Disasters can completely undermine the community development and justice work that organizations are doing, because they take so much. Not only does it devastate a community, take out homes and structures and streets and infrastructure, but it devastates people, families, organizations and leaders.

It’s so heavy, and I think paying attention to that and having things in place, so that organizations and leaders can plug into a knowledge bank, so we can support one another, share some of the things like, “Hey, this is what’s going to come — get ready for this,” is crucial.
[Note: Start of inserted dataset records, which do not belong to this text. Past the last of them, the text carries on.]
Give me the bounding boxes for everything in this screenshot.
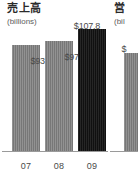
- plot-area: $93.5 $97.4 $107.8: [0, 30, 110, 152]
- tick-label-08: 08: [45, 161, 73, 171]
- bar-secondary-partial: [124, 53, 138, 151]
- x-axis-line-secondary: [110, 151, 138, 152]
- chart-panel-operating-income: 営 (bil $: [110, 0, 138, 173]
- chart-figure: 売上高 (billions) $93.5 $97.4 $107.8 07 08 …: [0, 0, 138, 173]
- plot-area-secondary: $: [110, 30, 138, 152]
- bar-value-09: $107.8: [64, 21, 110, 31]
- chart-subtitle-units-secondary: (bil: [114, 17, 125, 27]
- chart-subtitle-units: (billions): [7, 17, 37, 27]
- chart-title-secondary: 営: [114, 2, 126, 15]
- chart-title: 売上高: [7, 2, 42, 15]
- chart-panel-sales: 売上高 (billions) $93.5 $97.4 $107.8 07 08 …: [0, 0, 110, 173]
- tick-label-07: 07: [12, 161, 40, 171]
- x-axis-tick-labels: 07 08 09: [0, 152, 110, 173]
- bar-09: [78, 29, 106, 151]
- bar-value-secondary: $: [116, 44, 132, 54]
- tick-label-09: 09: [78, 161, 106, 171]
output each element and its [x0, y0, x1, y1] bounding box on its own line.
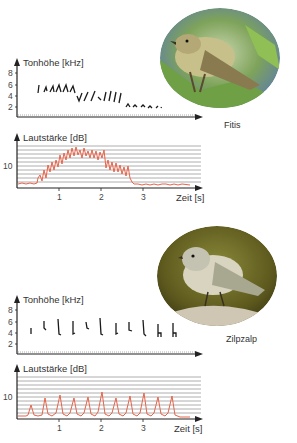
- y-tick-4: 4: [8, 328, 13, 338]
- x-tick-1: 1: [57, 423, 62, 433]
- y-tick-2: 2: [8, 339, 13, 349]
- fitis-photo: [160, 8, 280, 110]
- pitch-axis-label: Tonhöhe [kHz]: [23, 294, 84, 305]
- y-tick-10: 10: [3, 392, 13, 402]
- y-tick-10: 10: [3, 161, 13, 171]
- y-axis-arrow-icon: [14, 133, 20, 141]
- fitis-syllables: [38, 85, 162, 108]
- time-axis-label: Zeit [s]: [174, 423, 203, 434]
- species-name-zilpzalp: Zilpzalp: [226, 334, 257, 344]
- x-tick-1: 1: [57, 192, 62, 202]
- fitis-loudness-chart: Lautstärke [dB] 10 1 2 3 Zeit [s]: [3, 132, 205, 203]
- y-tick-6: 6: [8, 317, 13, 327]
- figure-canvas: 8 6 4 2 Tonhöhe [kHz]: [0, 0, 297, 443]
- zilpzalp-syllables: [31, 318, 176, 337]
- x-tick-2: 2: [99, 192, 104, 202]
- species-name-fitis: Fitis: [224, 120, 241, 130]
- x-axis-arrow-icon: [195, 185, 203, 191]
- y-tick-8: 8: [8, 68, 13, 78]
- x-tick-3: 3: [141, 192, 146, 202]
- y-axis-arrow-icon: [14, 364, 20, 372]
- y-tick-2: 2: [8, 102, 13, 112]
- loudness-axis-label: Lautstärke [dB]: [23, 363, 87, 374]
- pitch-axis-label: Tonhöhe [kHz]: [23, 57, 84, 68]
- y-tick-6: 6: [8, 80, 13, 90]
- x-tick-3: 3: [141, 423, 146, 433]
- x-tick-2: 2: [99, 423, 104, 433]
- loudness-axis-label: Lautstärke [dB]: [23, 132, 87, 143]
- zilpzalp-photo: [157, 226, 277, 330]
- y-tick-8: 8: [8, 305, 13, 315]
- time-axis-label: Zeit [s]: [176, 192, 205, 203]
- x-axis-arrow-icon: [195, 416, 203, 422]
- x-axis-arrow-icon: [195, 114, 203, 120]
- y-axis-arrow-icon: [14, 295, 20, 303]
- zilpzalp-loudness-chart: Lautstärke [dB] 10 1 2 3 Zeit [s]: [3, 363, 203, 434]
- y-tick-4: 4: [8, 91, 13, 101]
- x-axis-arrow-icon: [195, 351, 203, 357]
- y-axis-arrow-icon: [14, 58, 20, 66]
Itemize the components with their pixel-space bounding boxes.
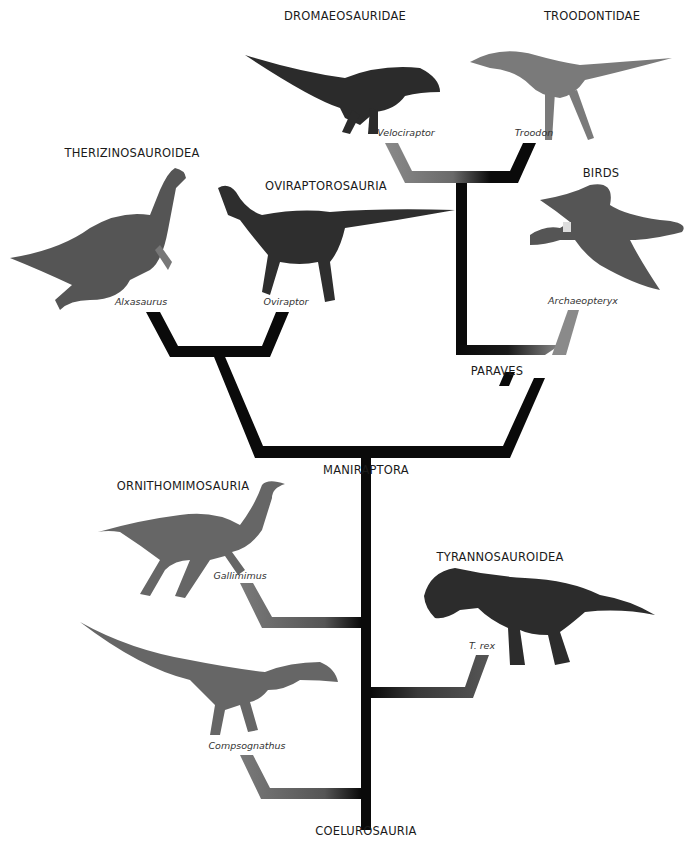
dromaeo-troodon-branch <box>385 143 536 183</box>
clade-label-ornithomimosauria: ORNITHOMIMOSAURIA <box>117 479 250 493</box>
taxon-label-troodon: Troodon <box>515 127 553 138</box>
branch-lines <box>0 0 698 853</box>
clade-label-tyrannosauroidea: TYRANNOSAUROIDEA <box>436 550 563 564</box>
taxon-label-velociraptor: Velociraptor <box>377 127 434 138</box>
taxon-label-alxasaurus: Alxasaurus <box>115 296 167 307</box>
tyrannosauroidea-branch <box>371 655 489 698</box>
clade-label-oviraptorosauria: OVIRAPTOROSAURIA <box>265 179 387 193</box>
archaeopteryx-illustration <box>530 184 684 290</box>
therizino-ovirapto-branch <box>146 312 289 357</box>
taxon-label-compsognathus: Compsognathus <box>208 740 285 751</box>
taxon-label-t-rex: T. rex <box>469 640 495 651</box>
node-label-maniraptora: MANIRAPTORA <box>323 463 409 477</box>
clade-label-troodontidae: TROODONTIDAE <box>544 9 640 23</box>
taxon-label-gallimimus: Gallimimus <box>213 570 266 581</box>
ornithomimosauria-branch <box>240 583 361 628</box>
node-label-paraves: PARAVES <box>471 364 524 378</box>
clade-label-therizinosauroidea: THERIZINOSAUROIDEA <box>64 146 199 160</box>
taxon-label-oviraptor: Oviraptor <box>264 296 309 307</box>
trunk <box>361 458 371 830</box>
velociraptor-illustration <box>245 55 440 134</box>
alxasaurus-illustration <box>10 168 186 310</box>
clade-label-dromaeosauridae: DROMAEOSAURIDAE <box>284 9 406 23</box>
troodon-illustration <box>470 51 672 140</box>
trex-illustration <box>424 568 655 665</box>
taxon-label-archaeopteryx: Archaeopteryx <box>548 295 618 306</box>
compsognathus-illustration <box>80 622 338 735</box>
oviraptor-illustration <box>218 186 455 302</box>
cladogram: DROMAEOSAURIDAE TROODONTIDAE THERIZINOSA… <box>0 0 698 853</box>
clade-label-birds: BIRDS <box>583 166 619 180</box>
compsognathus-branch <box>240 755 361 799</box>
root-label-coelurosauria: COELUROSAURIA <box>315 824 416 838</box>
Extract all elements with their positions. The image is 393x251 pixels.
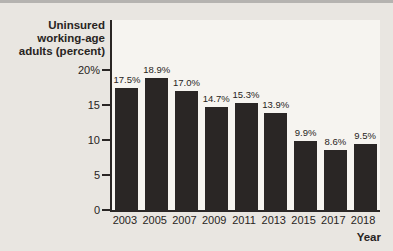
bar-2007 [175, 91, 198, 210]
bar-2015 [294, 141, 317, 210]
figure: Uninsured working-age adults (percent) 1… [0, 0, 393, 251]
bar-2017 [324, 150, 347, 210]
y-tick-mark [102, 209, 110, 211]
bar-2011 [235, 103, 258, 210]
bar-2003 [115, 88, 138, 211]
y-tick-label: 10 [55, 134, 100, 146]
top-band [0, 0, 393, 3]
bar-value-label: 18.9% [132, 65, 182, 75]
y-tick-mark [102, 139, 110, 141]
plot-area: 17.5%18.9%17.0%14.7%15.3%13.9%9.9%8.6%9.… [110, 20, 380, 212]
y-tick-mark [102, 174, 110, 176]
bar-2009 [205, 107, 228, 210]
x-tick-label: 2018 [341, 214, 385, 226]
y-axis-title-line: Uninsured [19, 19, 105, 32]
x-axis-title: Year [357, 231, 381, 243]
y-tick-label: 0 [55, 204, 100, 216]
y-tick-label: 15 [55, 99, 100, 111]
bar-value-label: 17.0% [161, 78, 211, 88]
y-tick-mark [102, 69, 110, 71]
bar-value-label: 9.5% [340, 131, 390, 141]
y-axis-title-line: adults (percent) [19, 45, 105, 58]
y-axis-title: Uninsured working-age adults (percent) [19, 19, 105, 58]
y-tick-label: 5 [55, 169, 100, 181]
bar-2005 [145, 78, 168, 210]
y-axis-title-line: working-age [19, 32, 105, 45]
y-tick-mark [102, 104, 110, 106]
y-tick-label: 20% [55, 64, 100, 76]
bar-2018 [354, 144, 377, 211]
bar-value-label: 13.9% [251, 100, 301, 110]
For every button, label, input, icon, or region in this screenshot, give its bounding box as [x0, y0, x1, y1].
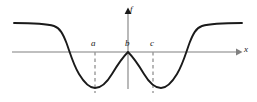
plot-canvas [0, 0, 257, 102]
point-label-a: a [91, 39, 96, 48]
function-graph-figure: f x a b c [0, 0, 257, 102]
f-axis [125, 8, 132, 90]
point-label-c: c [150, 39, 154, 48]
x-axis-arrowhead [236, 49, 243, 56]
axis-label-x: x [244, 45, 248, 54]
axis-label-f: f [130, 5, 133, 14]
point-label-b: b [125, 39, 130, 48]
I’m thinking about how we create that kind of community, so that people know where to plug into when it happens to them, because it’s going to continue to happen, and the scale is going to increase. The level of devastation from disasters is going to get larger, and more disasters are going to happen, because of our environmental crisis, so we need to be more prepared for that.



Source link

Author

  • admin
    admin
Tags: yearResponsefaithbasednetworksMayraMacedoNolantraumatic
Previous Post

The Best Empowerment Jewelry Gifts for Women’s Day

Next Post

How AI is Reshaping the Apprenticeship Ladder

Next Post
How AI is Reshaping the Apprenticeship Ladder

How AI is Reshaping the Apprenticeship Ladder

Every Gigabyte Counts: How Globe Prepaid Turns Data into Real Value for Filipinos

Every Gigabyte Counts: How Globe Prepaid Turns Data into Real Value for Filipinos

Leave a Reply Cancel reply

Your email address will not be published. Required fields are marked *

L&D Nexus Business Magazine

Copyright © 2025 L&D Nexus Business Magazine.

Quick Links

  • About Us
  • Advertise With Us
  • Disclaimer
  • DMCA
  • Cookie Privacy Policy
  • Terms and Conditions
  • Contact Us

Follow Us

No Result
View All Result
  • Home
  • Cover Story
  • Articles
    • Learning & Development
    • Business
    • Leadership
    • Innovation
    • Lifestyle
  • Contributors
  • Podcast
  • Contact Us
  • Login
  • Sign Up

Copyright © 2025 L&D Nexus Business Magazine.

Welcome Back!

Login to your account below

Forgotten Password? Sign Up

Create New Account!

Fill the forms bellow to register

All fields are required. Log In

Retrieve your password

Please enter your username or email address to reset your password.